What talent management also cannot be is a tagline thrown into every glossy strategy document in Washington, D.C., signifying nothing. Talent management has at times become bait for proposal documents by contractors and uniformed strategic action groups, large and small. It is easier to meet performance measures when the product is the process. Convincing senior leaders trained in Pentagon budget drills to invest in an unproven process is another thing entirely.
In early 2018, when then-Under Secretary of the Navy Thomas B. Modly (future Acting Secretary of the Navy) announced his clean slate review of naval education, talent management was already part of every Navy personnel program document as a result of Sailor 2025.

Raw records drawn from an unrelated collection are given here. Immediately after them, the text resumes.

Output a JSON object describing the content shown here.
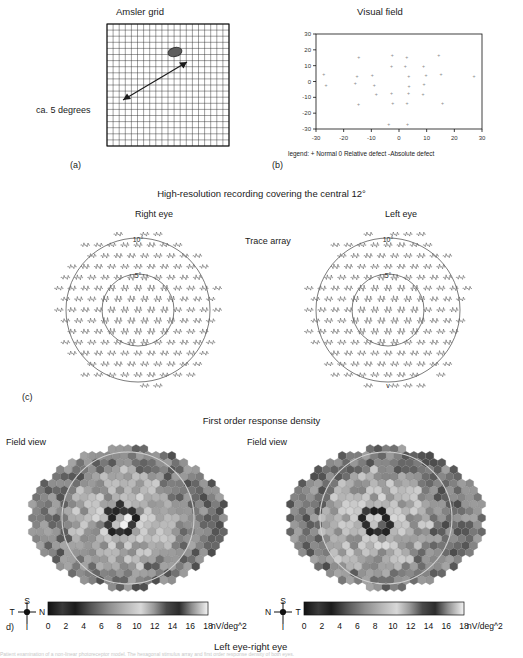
{
  "figure": {
    "panels": {
      "a": "(a)",
      "b": "(b)",
      "c": "(c)",
      "d": "d)"
    },
    "bottom_caption_fragment": "Patient examination of a non-linear photoreceptor model. The hexagonal stimulus array and first order response density of both eyes."
  },
  "panel_a": {
    "title": "Amsler grid",
    "annotation": "ca. 5 degrees",
    "grid_cols": 20,
    "grid_rows": 20,
    "scotoma_color": "#5a5a5a"
  },
  "panel_b": {
    "title": "Visual field",
    "legend": "legend:   + Normal   0 Relative defect   -Absolute defect",
    "xticks": [
      "-30",
      "-20",
      "-10",
      "0",
      "10",
      "20",
      "30"
    ],
    "yticks": [
      "30",
      "20",
      "10",
      "0",
      "-10",
      "-20",
      "-30"
    ],
    "xlim": [
      -30,
      30
    ],
    "ylim": [
      -30,
      30
    ],
    "symbol": "+"
  },
  "panel_c": {
    "title": "High-resolution recording covering the central 12°",
    "center_label": "Trace array",
    "right_eye_label": "Right eye",
    "left_eye_label": "Left eye",
    "ring_labels": [
      "10°",
      "5°"
    ],
    "marker": "v"
  },
  "panel_d": {
    "title": "First order response density",
    "field_view_label": "Field view",
    "footer": "Left eye-right eye",
    "colorbar": {
      "ticks": [
        "0",
        "2",
        "4",
        "6",
        "8",
        "10",
        "12",
        "14",
        "16",
        "18"
      ],
      "unit": "nV/deg^2",
      "min": 0,
      "max": 18
    },
    "orientation_left": {
      "top": "S",
      "left": "T",
      "right": "N",
      "bottom": "I"
    },
    "orientation_right": {
      "top": "S",
      "left": "N",
      "right": "T",
      "bottom": "I"
    }
  },
  "chart_data": {
    "type": "heatmap",
    "title": "First order response density",
    "unit": "nV/deg^2",
    "zlim": [
      0,
      18
    ],
    "colormap": "grayscale-banded",
    "maps": [
      {
        "name": "Right eye field view",
        "peak_center": 17.5,
        "ring_defect": 1.5,
        "periphery": 7.0
      },
      {
        "name": "Left eye field view",
        "peak_center": 16.0,
        "ring_defect": 1.8,
        "periphery": 6.5
      }
    ],
    "visual_field": {
      "type": "scatter",
      "title": "Visual field",
      "xlabel": "",
      "ylabel": "",
      "xlim": [
        -30,
        30
      ],
      "ylim": [
        -30,
        30
      ],
      "xticks": [
        -30,
        -20,
        -10,
        0,
        10,
        20,
        30
      ],
      "yticks": [
        -30,
        -20,
        -10,
        0,
        10,
        20,
        30
      ],
      "grid": false,
      "legend_entries": [
        "+ Normal",
        "0 Relative defect",
        "-Absolute defect"
      ]
    }
  }
}
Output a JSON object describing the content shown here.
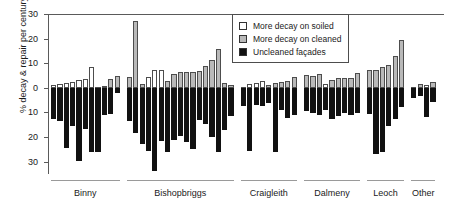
{
  "chart_data": {
    "type": "bar",
    "title": "",
    "subtitle": "",
    "xlabel": "",
    "ylabel": "% decay & repair per century",
    "ylim": [
      -35,
      30
    ],
    "yticks": [
      30,
      20,
      10,
      0,
      10,
      20,
      30
    ],
    "ytick_values": [
      30,
      20,
      10,
      0,
      -10,
      -20,
      -30
    ],
    "grid": false,
    "legend_position": "top-right",
    "note": "Paired bars: positive bar above zero is the cleaned-vs-soiled difference (white = more decay on soiled, grey = more decay on cleaned); black bar below zero is the uncleaned facade decay rate.",
    "legend": [
      {
        "label": "More decay on soiled",
        "color": "#ffffff",
        "key": "soiled"
      },
      {
        "label": "More decay on cleaned",
        "color": "#b9b9b9",
        "key": "cleaned"
      },
      {
        "label": "Uncleaned façades",
        "color": "#111111",
        "key": "uncleaned"
      }
    ],
    "groups": [
      {
        "name": "Binny",
        "count": 11
      },
      {
        "name": "Bishopbriggs",
        "count": 17
      },
      {
        "name": "Craigleith",
        "count": 9
      },
      {
        "name": "Dalmeny",
        "count": 9
      },
      {
        "name": "Leoch",
        "count": 6
      },
      {
        "name": "Other",
        "count": 4
      }
    ],
    "series": [
      {
        "name": "Difference (cleaned vs soiled)",
        "values": [
          1.0,
          1.6,
          2.0,
          2.4,
          3.2,
          3.6,
          8.6,
          0.0,
          0.8,
          3.4,
          5.0,
          4.4,
          27.0,
          1.6,
          4.4,
          7.2,
          7.4,
          2.6,
          5.6,
          6.6,
          6.6,
          6.6,
          7.0,
          9.0,
          11.2,
          15.6,
          1.8,
          1.0,
          0.0,
          1.4,
          2.0,
          2.8,
          1.2,
          1.8,
          2.2,
          2.6,
          4.6,
          5.4,
          4.8,
          5.8,
          1.6,
          3.2,
          3.8,
          4.2,
          4.0,
          6.0,
          7.2,
          7.2,
          8.6,
          9.4,
          13.0,
          19.6,
          0.2,
          1.6,
          1.0,
          2.2,
          0.6
        ],
        "types": [
          "soiled",
          "soiled",
          "soiled",
          "soiled",
          "soiled",
          "soiled",
          "soiled",
          "cleaned",
          "cleaned",
          "cleaned",
          "cleaned",
          "cleaned",
          "cleaned",
          "cleaned",
          "soiled",
          "soiled",
          "soiled",
          "cleaned",
          "cleaned",
          "cleaned",
          "cleaned",
          "cleaned",
          "cleaned",
          "cleaned",
          "cleaned",
          "cleaned",
          "cleaned",
          "cleaned",
          "soiled",
          "soiled",
          "soiled",
          "soiled",
          "cleaned",
          "cleaned",
          "cleaned",
          "cleaned",
          "cleaned",
          "cleaned",
          "cleaned",
          "cleaned",
          "soiled",
          "cleaned",
          "cleaned",
          "cleaned",
          "cleaned",
          "cleaned",
          "cleaned",
          "cleaned",
          "cleaned",
          "cleaned",
          "cleaned",
          "cleaned",
          "cleaned",
          "cleaned",
          "soiled",
          "cleaned",
          "soiled"
        ]
      },
      {
        "name": "Uncleaned façades",
        "values": [
          -12.6,
          -13.4,
          -24.6,
          -15.4,
          -29.6,
          -16.8,
          -26.0,
          -26.0,
          -11.2,
          -10.6,
          -2.0,
          -13.4,
          -18.4,
          -23.0,
          -25.8,
          -33.6,
          -21.4,
          -26.0,
          -21.2,
          -19.4,
          -22.0,
          -24.8,
          -13.2,
          -14.6,
          -20.0,
          -26.0,
          -17.0,
          -11.6,
          -7.4,
          -25.8,
          -7.0,
          -7.4,
          -6.2,
          -26.2,
          -9.2,
          -12.4,
          -11.2,
          -9.6,
          -10.4,
          -11.0,
          -9.0,
          -12.8,
          -11.6,
          -10.4,
          -11.0,
          -10.4,
          -10.8,
          -27.0,
          -26.0,
          -15.4,
          -12.8,
          -7.6,
          -4.0,
          -3.4,
          -11.8,
          -5.6,
          -3.0
        ]
      }
    ]
  }
}
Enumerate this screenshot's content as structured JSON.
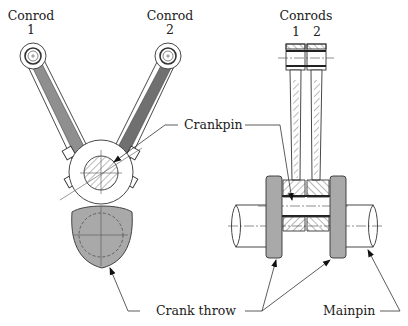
{
  "diagram": {
    "left_view": {
      "conrod_1": {
        "label_line1": "Conrod",
        "label_line2": "1"
      },
      "conrod_2": {
        "label_line1": "Conrod",
        "label_line2": "2"
      }
    },
    "right_view": {
      "conrods_label": "Conrods",
      "conrod_numbers": [
        "1",
        "2"
      ]
    },
    "callouts": {
      "crankpin": "Crankpin",
      "crank_throw": "Crank throw",
      "mainpin": "Mainpin"
    },
    "colors": {
      "rod_fill_light": "#8f8f8f",
      "rod_fill_dark": "#707070",
      "throw_fill": "#a9a9a9",
      "outline": "#333333",
      "background": "#ffffff"
    }
  }
}
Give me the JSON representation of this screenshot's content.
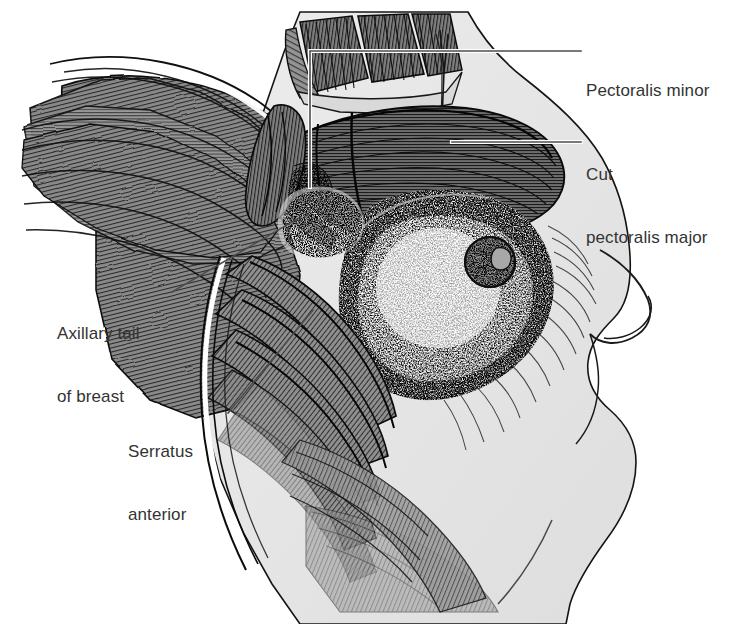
{
  "figure": {
    "domain": "Diagram",
    "width": 740,
    "height": 624,
    "background_color": "#ffffff",
    "ink_color": "#1a1a1a",
    "skin_tone": "#e7e7e7",
    "muscle_tone": "#8d8d8d",
    "label_color": "#333333",
    "leader_color": "#4d4d4d"
  },
  "labels": [
    {
      "id": "pectoralis-minor",
      "lines": [
        "Pectoralis minor"
      ],
      "line1": "Pectoralis minor",
      "line2": "",
      "side": "right",
      "x": 586,
      "y": 38
    },
    {
      "id": "cut-pectoralis-major",
      "lines": [
        "Cut",
        "pectoralis major"
      ],
      "line1": "Cut",
      "line2": "pectoralis major",
      "side": "right",
      "x": 586,
      "y": 122
    },
    {
      "id": "axillary-tail-of-breast",
      "lines": [
        "Axillary tail",
        "of breast"
      ],
      "line1": "Axillary tail",
      "line2": "of breast",
      "side": "left",
      "x": 57,
      "y": 281
    },
    {
      "id": "serratus-anterior",
      "lines": [
        "Serratus",
        "anterior"
      ],
      "line1": "Serratus",
      "line2": "anterior",
      "side": "left",
      "x": 128,
      "y": 399
    }
  ],
  "leader_lines": [
    {
      "id": "leader-pectoralis-minor",
      "target_label": "pectoralis-minor",
      "type": "elbow",
      "points": "581,51 310,51 310,187"
    },
    {
      "id": "leader-cut-pectoralis-major",
      "target_label": "cut-pectoralis-major",
      "type": "straight",
      "points": "581,142 452,142"
    },
    {
      "id": "leader-axillary-tail",
      "target_label": "axillary-tail-of-breast",
      "type": "straight",
      "points": "172,292 297,219"
    },
    {
      "id": "leader-serratus-anterior",
      "target_label": "serratus-anterior",
      "type": "straight",
      "points": "228,413 313,310"
    }
  ],
  "caption": {
    "text": ""
  },
  "structures": [
    {
      "name": "pectoralis-minor",
      "note": "dark ribbed muscle slips at superior chest"
    },
    {
      "name": "cut-pectoralis-major",
      "note": "reflected muscle flap with transverse striations"
    },
    {
      "name": "breast-tissue",
      "note": "stippled glandular parenchyma with nipple and areola"
    },
    {
      "name": "nipple-areola",
      "note": "nipple at approximately x 490 y 262"
    },
    {
      "name": "serratus-anterior",
      "note": "interdigitating slips along lateral chest wall"
    },
    {
      "name": "axillary-tail-of-breast",
      "note": "tail of Spence extending toward axilla"
    },
    {
      "name": "deltoid-and-upper-arm",
      "note": "striated muscle mass upper left"
    },
    {
      "name": "contralateral-breast-profile",
      "note": "body contour on right with breast in profile"
    }
  ]
}
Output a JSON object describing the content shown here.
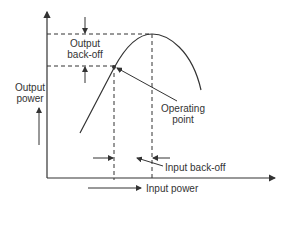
{
  "diagram": {
    "type": "amplifier-transfer-curve",
    "labels": {
      "output_backoff_line1": "Output",
      "output_backoff_line2": "back-off",
      "output_power_line1": "Output",
      "output_power_line2": "power",
      "operating_point_line1": "Operating",
      "operating_point_line2": "point",
      "input_backoff": "Input back-off",
      "input_power": "Input power"
    },
    "colors": {
      "stroke": "#333333",
      "background": "#ffffff"
    }
  }
}
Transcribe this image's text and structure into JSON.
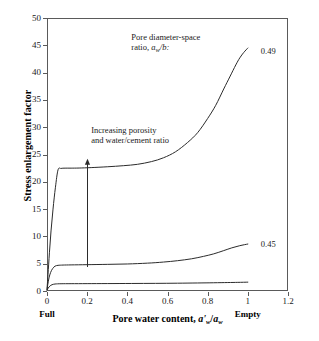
{
  "chart_data": {
    "type": "line",
    "title": "",
    "xlabel": "Pore water content, a'w/aw",
    "xlabel_parts": {
      "lead": "Pore water content, ",
      "num": "a'",
      "num_sub": "w",
      "slash": "/",
      "den": "a",
      "den_sub": "w"
    },
    "ylabel": "Stress enlargement factor",
    "xlim": [
      0,
      1.2
    ],
    "ylim": [
      0,
      50
    ],
    "xticks": [
      "0",
      "0.2",
      "0.4",
      "0.6",
      "0.8",
      "1",
      "1.2"
    ],
    "xtick_values": [
      0,
      0.2,
      0.4,
      0.6,
      0.8,
      1.0,
      1.2
    ],
    "yticks": [
      "0",
      "5",
      "10",
      "15",
      "20",
      "25",
      "30",
      "35",
      "40",
      "45",
      "50"
    ],
    "ytick_values": [
      0,
      5,
      10,
      15,
      20,
      25,
      30,
      35,
      40,
      45,
      50
    ],
    "grid": false,
    "legend_position": "inline-right-of-curve-ends",
    "axis_endpoint_labels": [
      {
        "text": "Full",
        "x": 0.0
      },
      {
        "text": "Empty",
        "x": 1.0
      }
    ],
    "annotations": [
      {
        "name": "pore-diameter-space-ratio-note",
        "line1": "Pore diameter-space",
        "line2_lead": "ratio, ",
        "line2_sym": "a",
        "line2_sub": "w",
        "line2_tail": "/b:",
        "x": 0.42,
        "y": 46.5
      },
      {
        "name": "increasing-porosity-note",
        "line1": "Increasing porosity",
        "line2": "and water/cement ratio",
        "x": 0.22,
        "y": 29.5
      }
    ],
    "arrow": {
      "name": "increasing-porosity-arrow",
      "x": 0.2,
      "y_start": 4.4,
      "y_end": 24.2,
      "direction": "up"
    },
    "series": [
      {
        "name": "0.49",
        "label": "0.49",
        "label_x": 1.04,
        "label_y": 44.0,
        "x": [
          0.0,
          0.005,
          0.012,
          0.02,
          0.03,
          0.042,
          0.055,
          0.07,
          0.09,
          0.12,
          0.16,
          0.22,
          0.3,
          0.38,
          0.45,
          0.52,
          0.58,
          0.64,
          0.7,
          0.75,
          0.8,
          0.84,
          0.88,
          0.91,
          0.94,
          0.96,
          0.98,
          1.0
        ],
        "y": [
          0.3,
          3.0,
          7.0,
          11.0,
          15.0,
          19.0,
          22.2,
          22.45,
          22.5,
          22.5,
          22.52,
          22.6,
          22.75,
          22.95,
          23.2,
          23.7,
          24.4,
          25.5,
          27.2,
          29.0,
          31.6,
          34.0,
          37.0,
          39.2,
          41.4,
          42.7,
          43.7,
          44.5
        ]
      },
      {
        "name": "0.45",
        "label": "0.45",
        "label_x": 1.04,
        "label_y": 8.6,
        "x": [
          0.0,
          0.004,
          0.01,
          0.018,
          0.028,
          0.04,
          0.055,
          0.08,
          0.12,
          0.2,
          0.3,
          0.4,
          0.5,
          0.58,
          0.65,
          0.72,
          0.78,
          0.83,
          0.88,
          0.92,
          0.96,
          1.0
        ],
        "y": [
          0.2,
          1.2,
          2.4,
          3.4,
          4.1,
          4.55,
          4.7,
          4.75,
          4.78,
          4.82,
          4.88,
          4.95,
          5.1,
          5.3,
          5.55,
          5.9,
          6.35,
          6.8,
          7.4,
          7.9,
          8.3,
          8.6
        ]
      },
      {
        "name": "lowest-unlabeled",
        "label": "",
        "x": [
          0.0,
          0.006,
          0.014,
          0.025,
          0.04,
          0.07,
          0.12,
          0.2,
          0.3,
          0.42,
          0.54,
          0.65,
          0.75,
          0.83,
          0.9,
          0.95,
          1.0
        ],
        "y": [
          0.15,
          0.55,
          0.9,
          1.15,
          1.28,
          1.33,
          1.34,
          1.35,
          1.36,
          1.38,
          1.4,
          1.43,
          1.47,
          1.51,
          1.55,
          1.58,
          1.62
        ]
      }
    ]
  }
}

Under Secretary Modly (later Acting Secretary of the Navy), a brilliant Harvard Business School graduate who found success in corporate as well as government leadership, made education his signature program. In effect, Modly made education “strategic” by lifting it through intense personal attention to the level of his many other initiatives including audit, business operations planning, and information technology. By widely surveying how education mattered to personnel policy, and cataloging every input received, the study assumed a more bottom-up approach. He named the effort “Education for Seapower”—after the U.S. Naval Academy’s motto, his alma mater—and today, it largely stands as one of the few programs that survived the tumultuous Navy leadership transition from the Trump to the Biden administrations, no mean feat. Yet even then, the Education for Seapower study and report did not adequately define talent management; probably, needfully so in order to garner initial support amongst the naval services for elevating education as a warfare enabler, the real object.